Leslie Quintanilla, Women and Gender Studies
Leslie Quintanilla studies feminist activist art at the U.S.-Mexico border. For her doctoral dissertation at UC San Diego, she argued that the critical border region is a transnational site of political struggle and contestation.
Trained in ethnic studies, her research and teaching are interdisciplinary in scope, crosscutting cultural studies, women and gender studies and environmental science studies.
Quintanilla is co-founder of the Center for Interdisciplinary Environmental Justice, a collective space in San Diego for co-learning about environmental justice in solidarity with political struggles, movements and marginalized communities. Before joining SF State, Quintanilla was an adjunct professor in Chicanx studies at San Diego City College.
Jeremy Reid, Philosophy
Jeremy Reid studies the history of ethics and political philosophy, primarily in Greece and Rome.
On the political side, he is interested in the development of constitutionalism, democratic theory and the use of moral psychology and theories of character in political philosophy, particularly in non-ideal circumstances. On the ethical side, Reid has worked most on ancient theories of love, sex and friendship.

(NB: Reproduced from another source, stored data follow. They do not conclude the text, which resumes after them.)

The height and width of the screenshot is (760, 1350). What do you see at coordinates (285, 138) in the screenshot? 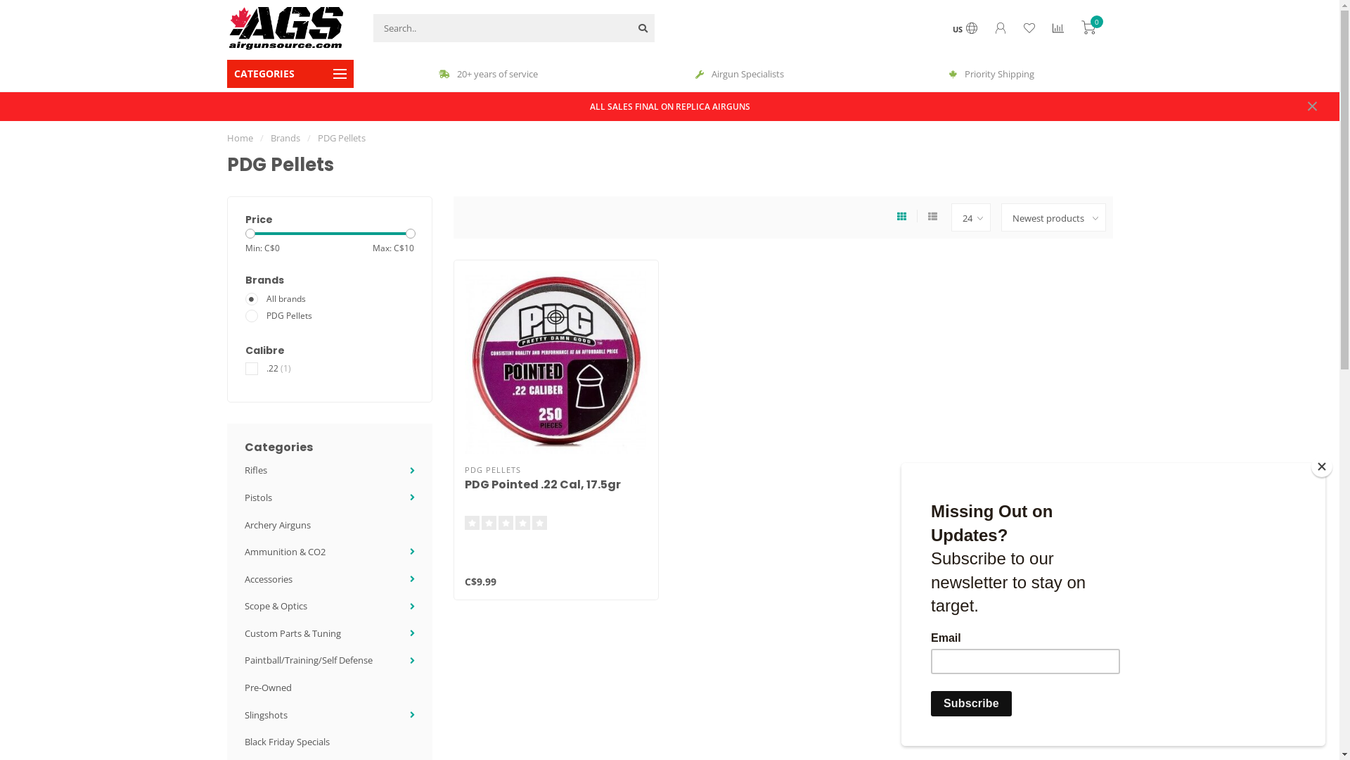
I see `Brands` at bounding box center [285, 138].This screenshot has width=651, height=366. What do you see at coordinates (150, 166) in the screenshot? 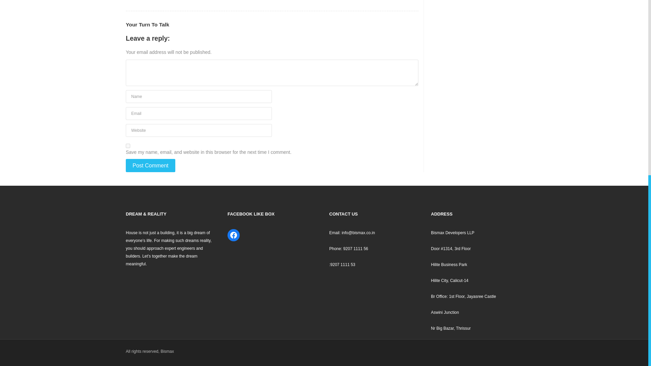
I see `Post Comment` at bounding box center [150, 166].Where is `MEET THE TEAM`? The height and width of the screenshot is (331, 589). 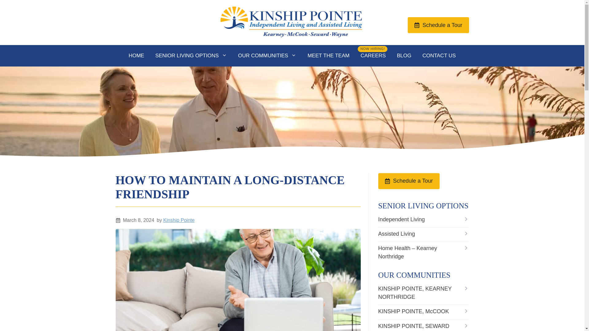
MEET THE TEAM is located at coordinates (328, 56).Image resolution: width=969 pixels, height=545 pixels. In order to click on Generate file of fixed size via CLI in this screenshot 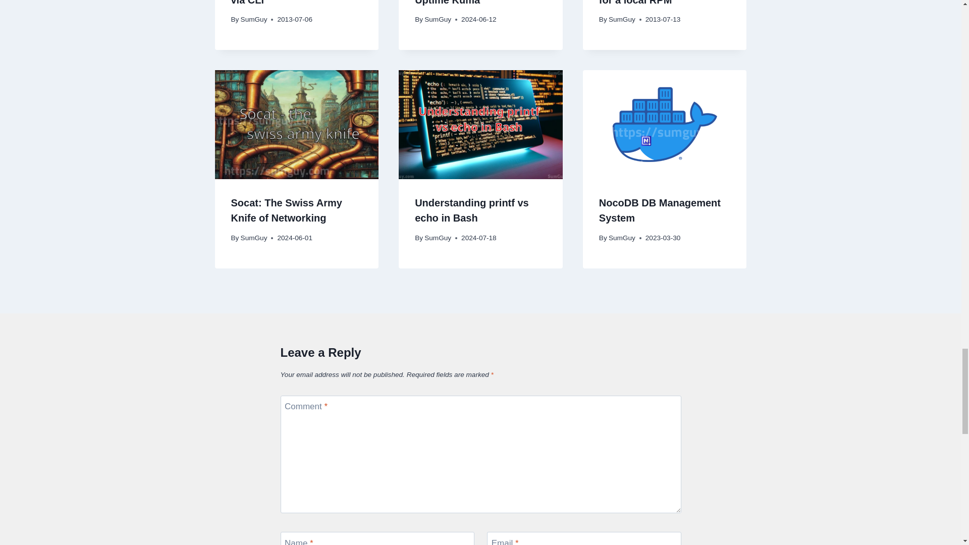, I will do `click(292, 3)`.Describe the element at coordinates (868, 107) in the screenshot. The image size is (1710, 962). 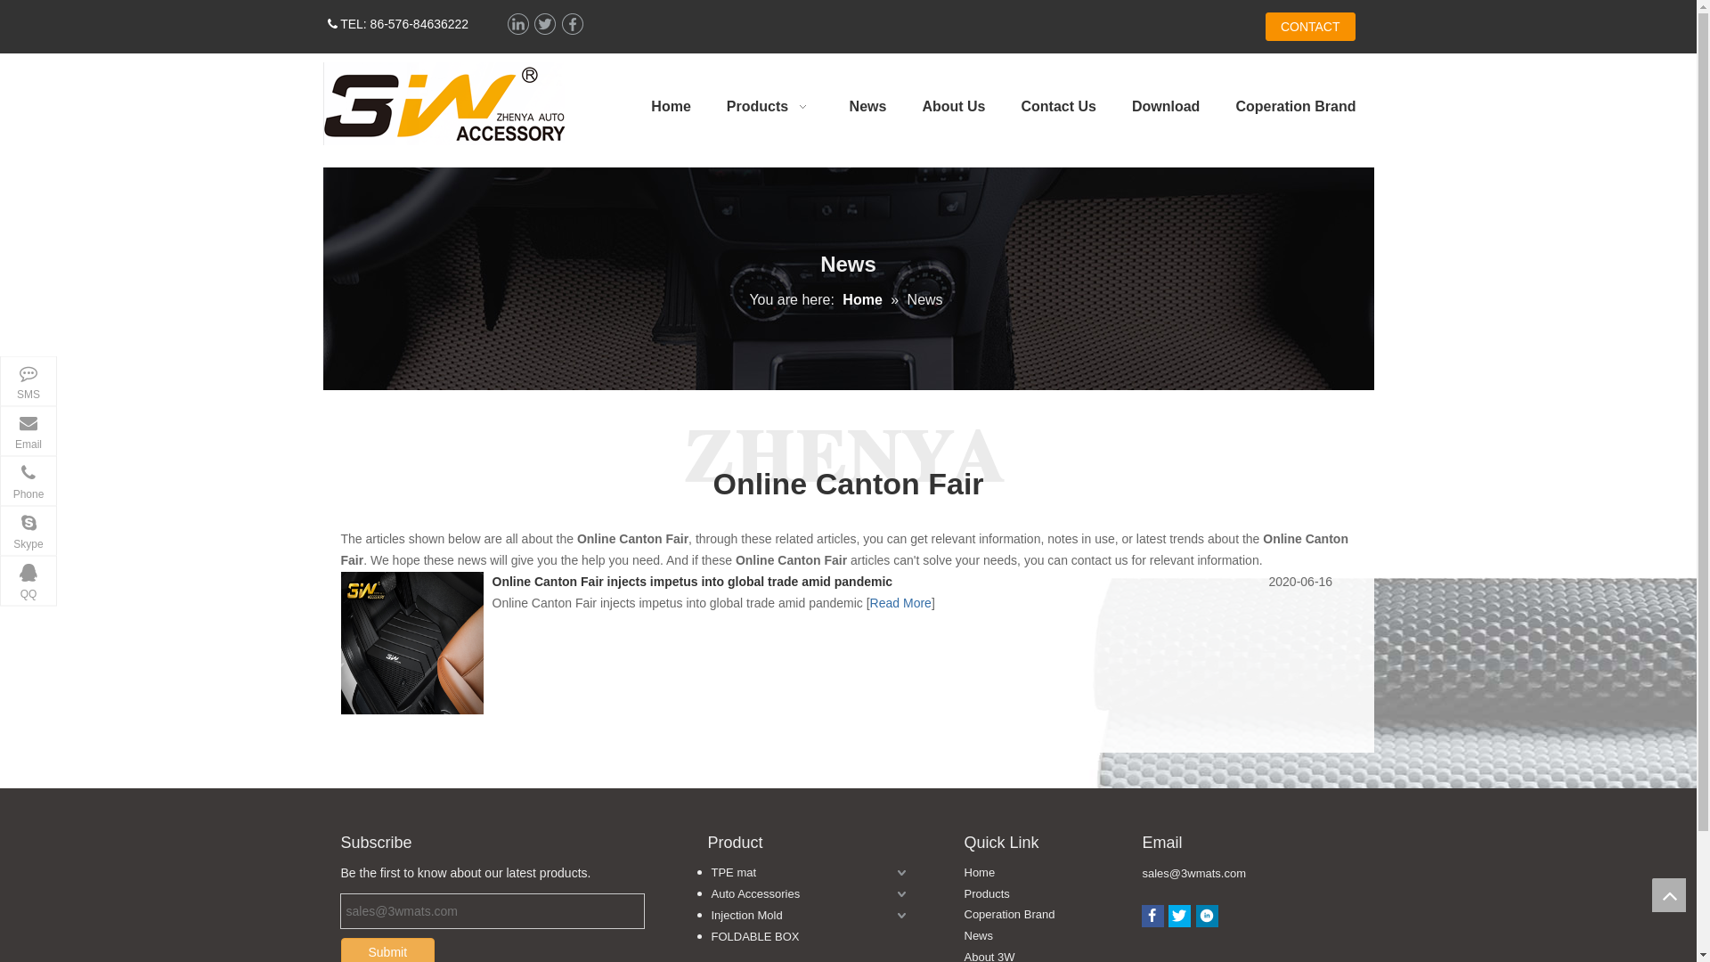
I see `News` at that location.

Most recently, Reid was a postdoctoral research associate at University of Maryland, College Park. He earned his doctorate at University of Arizona and grew up in Auckland, New Zealand.

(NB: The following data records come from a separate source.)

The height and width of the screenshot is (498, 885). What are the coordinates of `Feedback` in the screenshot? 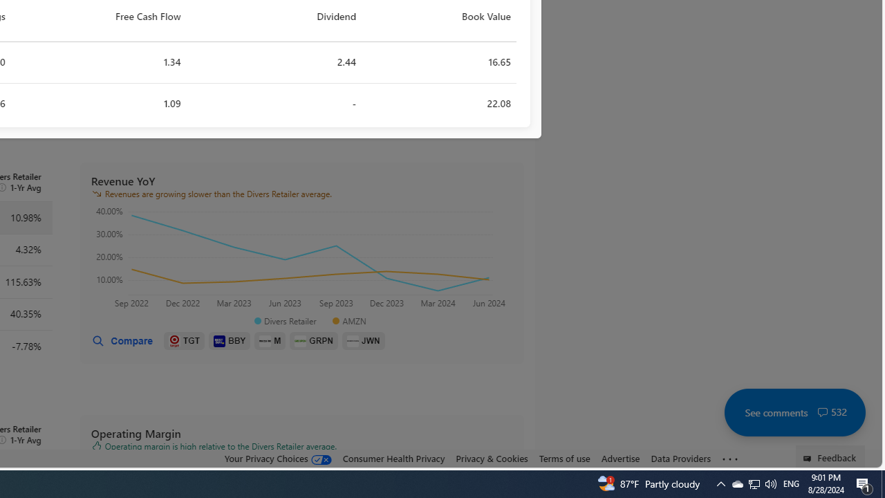 It's located at (830, 456).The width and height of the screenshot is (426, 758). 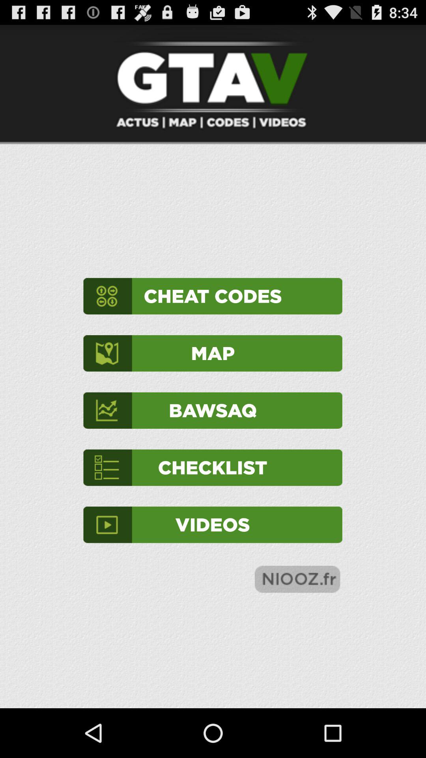 I want to click on swipe until bawsaq item, so click(x=213, y=410).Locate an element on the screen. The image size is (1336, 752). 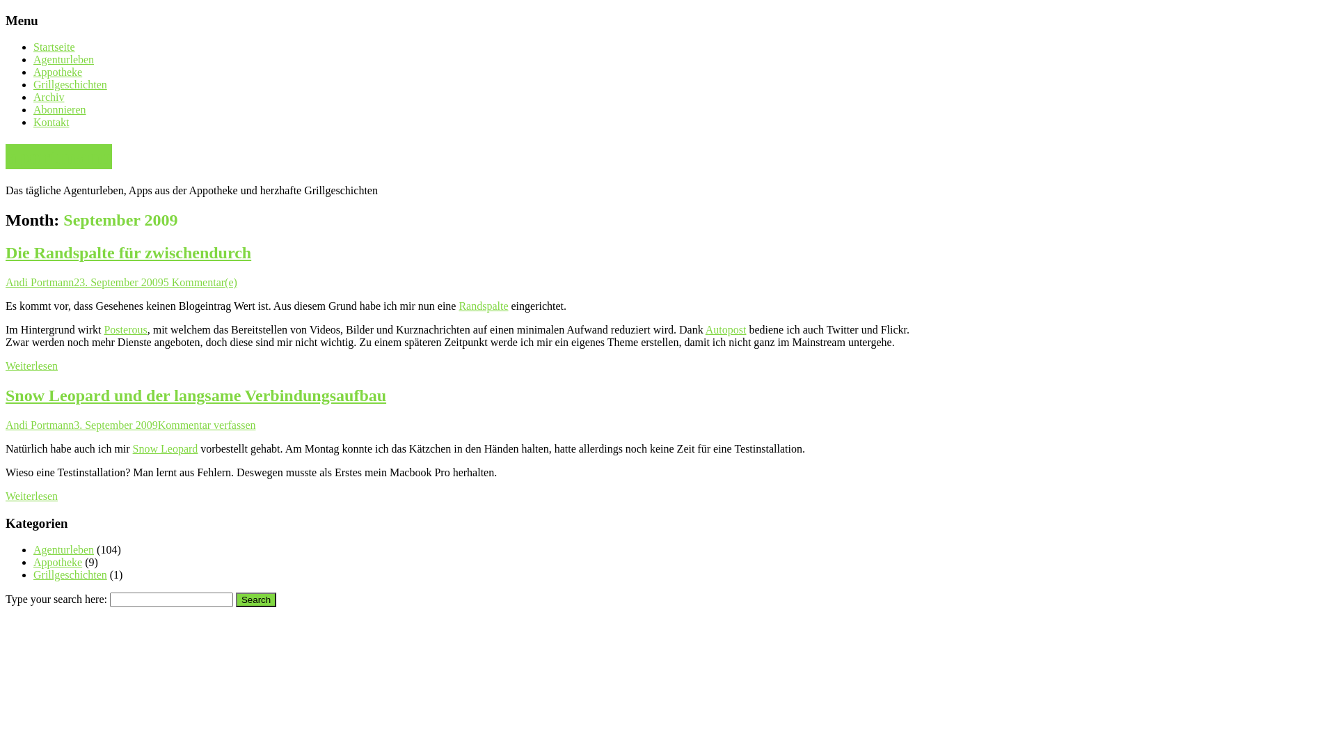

He will begin teaching in spring 2020.
Bethany Sparks, Cinema
Award-winning sound editor and recordist Bethany Sparks joins the School of Cinema faculty after 13 years at University of Southern California’s School of Cinematic Arts.
A seasoned sound designer for independent short films and interactive projects, Sparks received her Master of Fine Arts from USC in 2008. She is particularly drawn to abstract and experimental films as well as projects related to science and the environment. In 2015 she won the Best Sound award at the Hollywood Film Festival for the short film HOME.
Sparks has also served as a National Park Ranger around the country, interpreting the natural environment for families.
Whitney Taylor, Political Science
Whitney Taylor studies law and courts, state-society relations and social policy. Her book project examines the emergence and institutionalization of social constitutionalism in Colombia and South Africa.
Her research focuses on the intersection of rights, law and contentious politics, particularly in the contexts of Colombia and South Africa. She has contributed articles to The Washington Post and Huffington Post.
Taylor received her doctorate from Cornell University this year.
Saskia van Kampen, Design
Saskia van Kampen is a graphic designer, researcher and artist who explores techniques of disrupting social and design conventions. She also studies design pedagogy, community building and placemaking.
van Kampen recently received a $25,000 grant from the Social Sciences and Humanities Research Council of Canada to explore reinventing public spaces in Toronto for the benefit of the people.
van Kampen taught at OCAD University in Toronto from 2006 to 2019. She earned her Master of Design from York University in Toronto. She has served as vice president of education for the Association of Registered Graphic Designers of Ontario.